Synthetic data is for augmentation, not foundation.
Good pattern:
1. Start with real examples (even if few)
2. Augment with synthetic variations
3. Human-verify synthetic additions
4. Evaluate on real held-out data
Bad pattern:
1. Generate 100K synthetic examples
2. Train on synthetic
3. Wonder why production is bad
""",
}
Data Quantity Experiments
def data_quantity_experiment():
"""
How to determine right data quantity for your task
"""
return {
"experiment_design": """
1. Prepare your full curated dataset
2. Create subsets: 10%, 25%, 50%, 100%
3. Train model on each subset (same hyperparameters)

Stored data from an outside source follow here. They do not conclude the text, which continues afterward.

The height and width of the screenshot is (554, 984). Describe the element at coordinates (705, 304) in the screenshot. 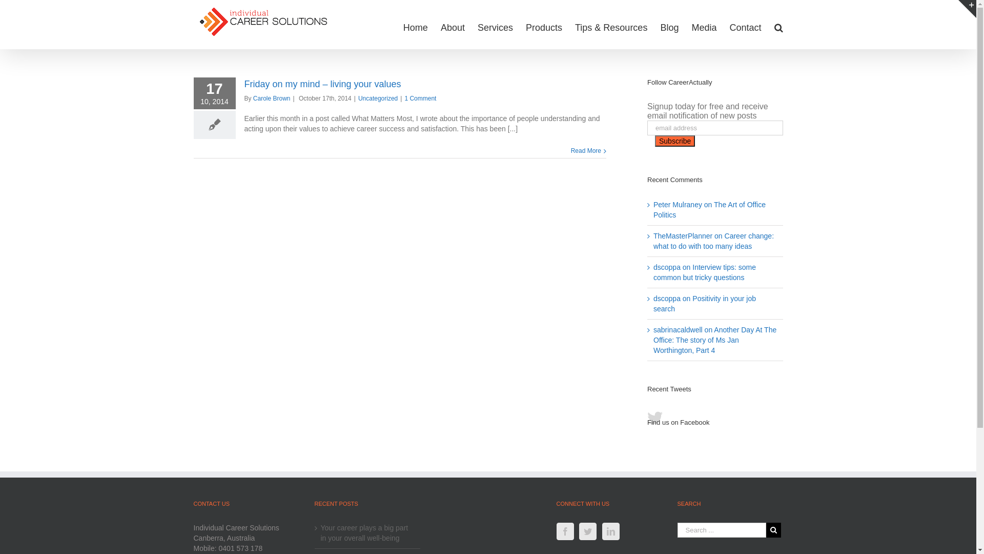

I see `Positivity in your job search` at that location.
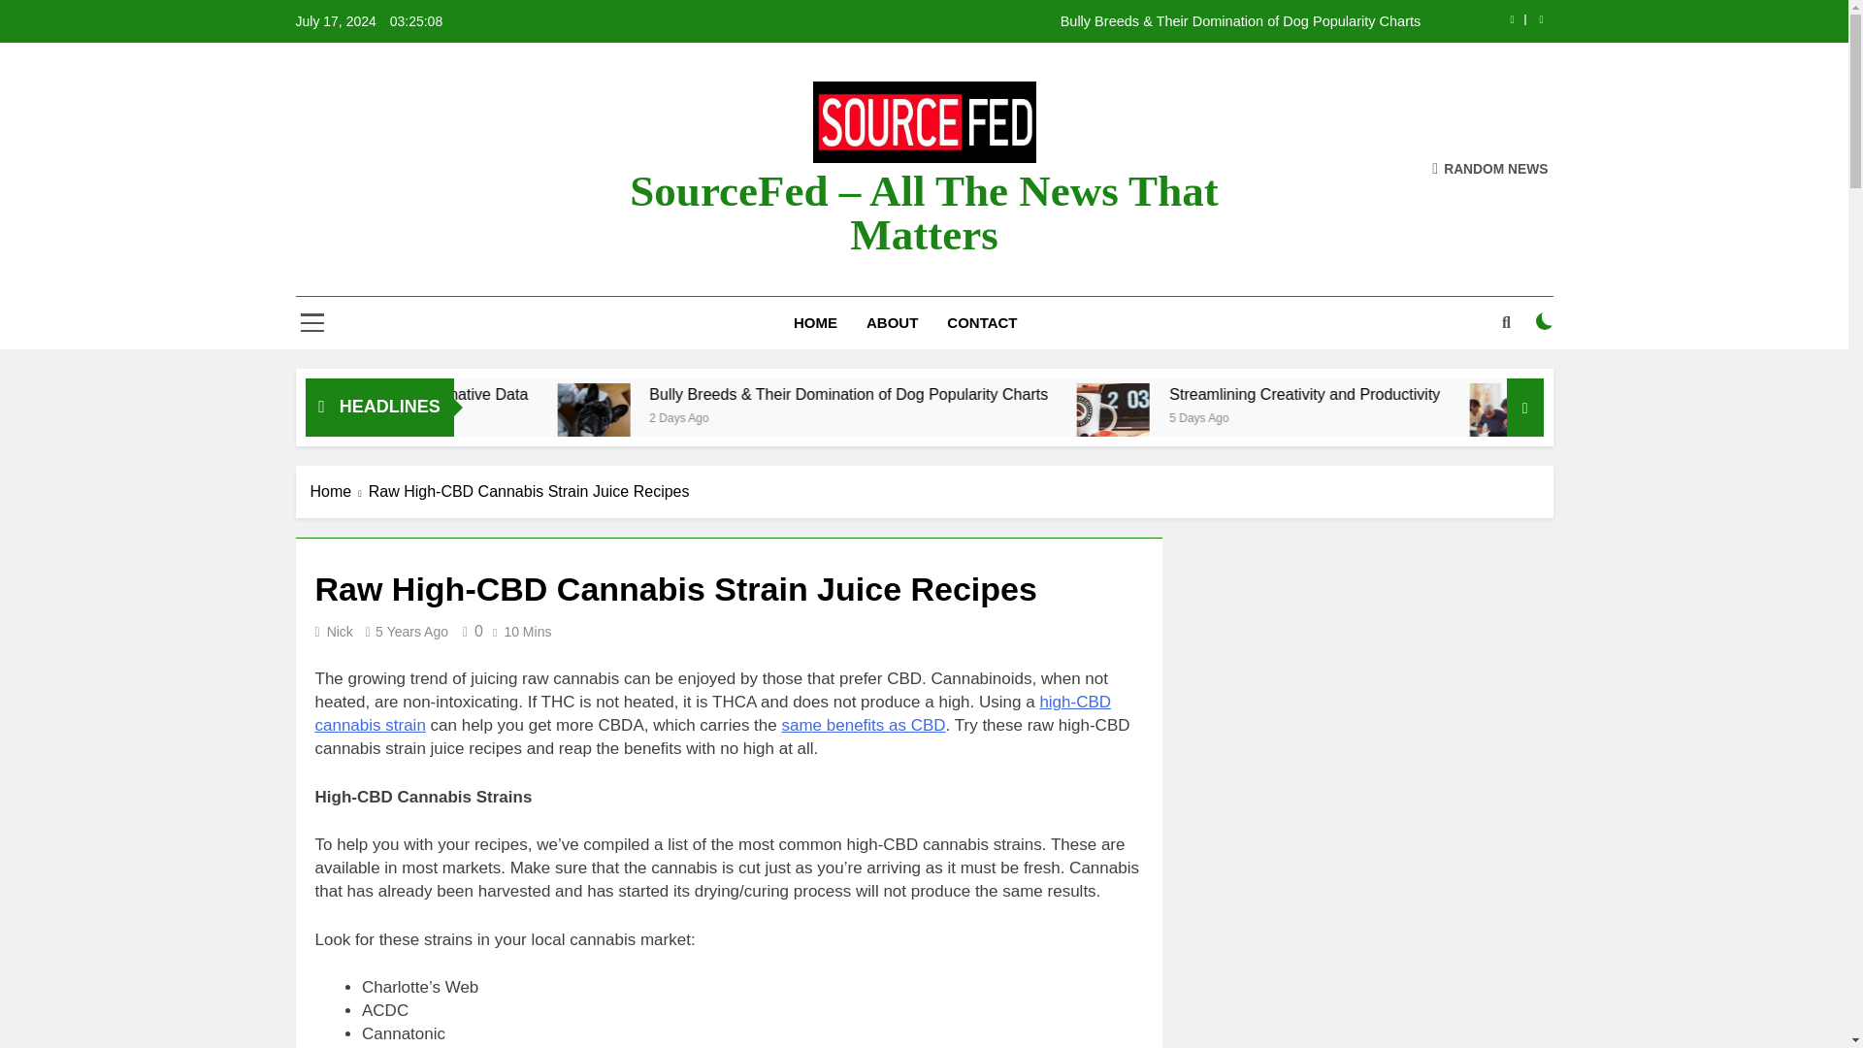  Describe the element at coordinates (1471, 394) in the screenshot. I see `Streamlining Creativity and Productivity` at that location.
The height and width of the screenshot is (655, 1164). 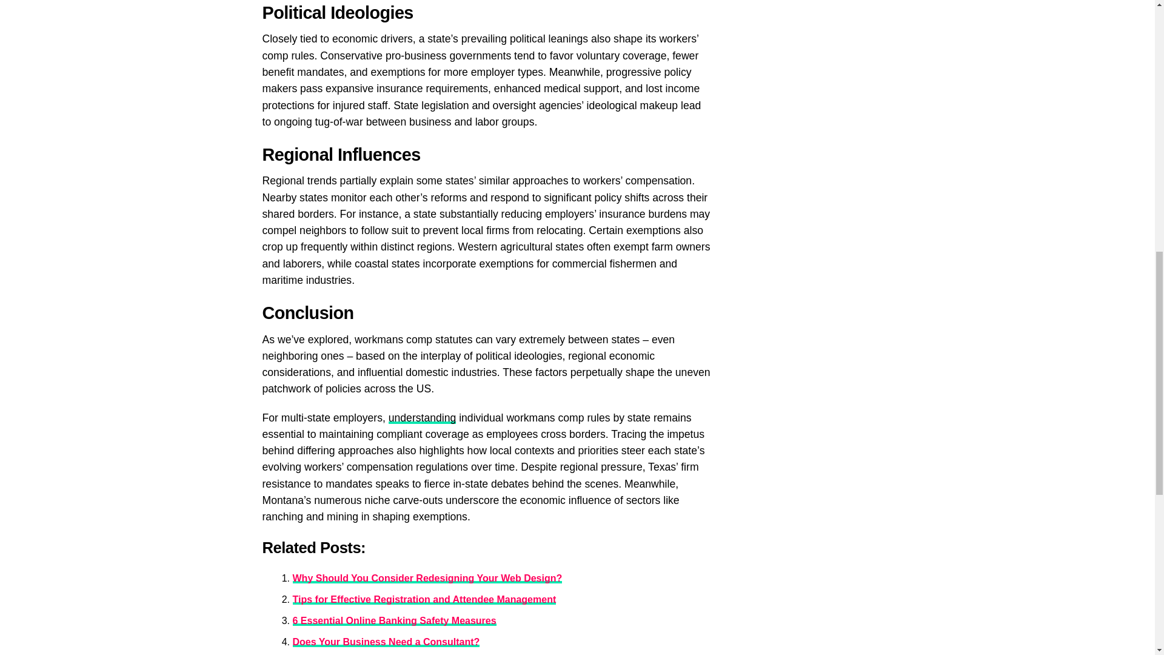 I want to click on Tips for Effective Registration and Attendee Management, so click(x=424, y=599).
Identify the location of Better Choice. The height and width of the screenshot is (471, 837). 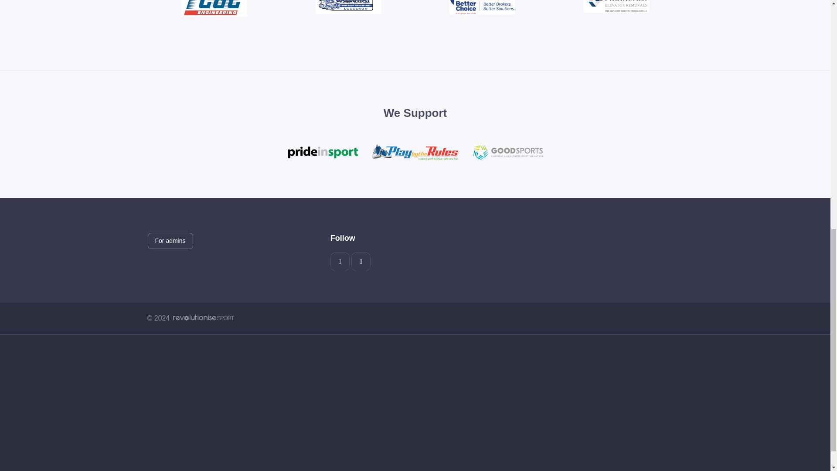
(482, 7).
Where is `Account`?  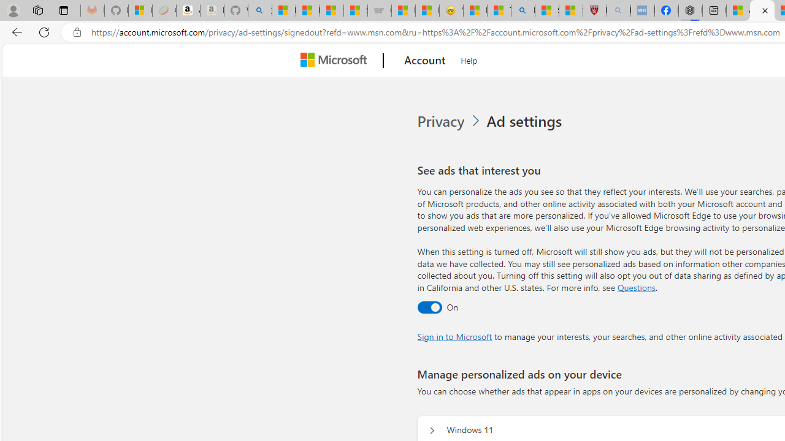 Account is located at coordinates (424, 61).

4. Evaluate each on held-out test set
5. Plot learning curve
""",
"interpreting_results": {
"curve_flattens_early": {
"pattern": "10% nearly as good as 100%",
"meaning": "Task is simple, small data sufficient",
"action": "Use smaller dataset, invest in quality",
},
"curve_keeps_rising": {
"pattern": "Each increase improves quality",
"meaning": "Task benefits from more data",
"action": "Collect more data if quality is insufficient",
},
"curve_is_noisy": {
"pattern": "No clear trend",
"meaning": "Data quality issues or task mismatch",
"action": "Fix data quality before adding more",
},
},
"typical_finding": """
Most tasks flatten between 1K-5K high-quality examples.
Beyond 10K, diminishing returns are severe.
Quality improvements often beat quantity increases.
""",
}
Curation vs Collection Trade-off
def curation_vs_collection():
return {
"time_investment": {
"collect_100k_uncurated": "10 hours (scraping, API calls)",
"curate_100k_to_5k": "40 hours (filtering, verification)",
"create_1k_from_scratch": "20 hours (expert annotation)",
},
"outcome_quality": {
"100k_uncurated": "Often 75-80% task accuracy",
"5k_curated_from_100k": "Often 85-90% task accuracy",
"1k_expert_created": "Often 82-88% task accuracy",
},
"recommendation": """
Best ROI path:
1. Define clear quality criteria
2. Collect 10x what you need (cheap, automated)
3. Filter aggressively (2-5x reduction)
4. Human verify remainder
5. Train on quality subset
Don't skip filtering because you have lots of data.
The filtering IS the work.
""",
}
Practical Guidelines
def practical_guidelines():
return {
"starting_point": {
"style_tasks": "Start with 200 examples",
"format_tasks": "Start with 500 examples",
"domain_tasks": "Start with 1000 examples",
},
"when_to_add_more": [
"Validation loss still decreasing at end of training",
"Clear gap between training and validation performance",
"Model fails on specific subcategories (add those)",
],
"when_to_improve_quality": [
"Training loss very low but validation not improving",
"Model outputs are inconsistent",
"Model reproduces errors from training data",
],
"data_audit_checklist": [
"[ ] Every example verified correct",
"[ ] Format consistent across all examples",
"[ ] Coverage of expected input variations",
"[ ] No duplicates or near-duplicates",
"[ ] Balanced across important categories",
"[ ] Matches real production distribution",
],
}
The myth that more data is always better wastes resources and often hurts quality. 1,000 perfect examples teach more than 100,000 noisy ones. Invest in curation, verify everything, and only scale data quantity when quality is already high.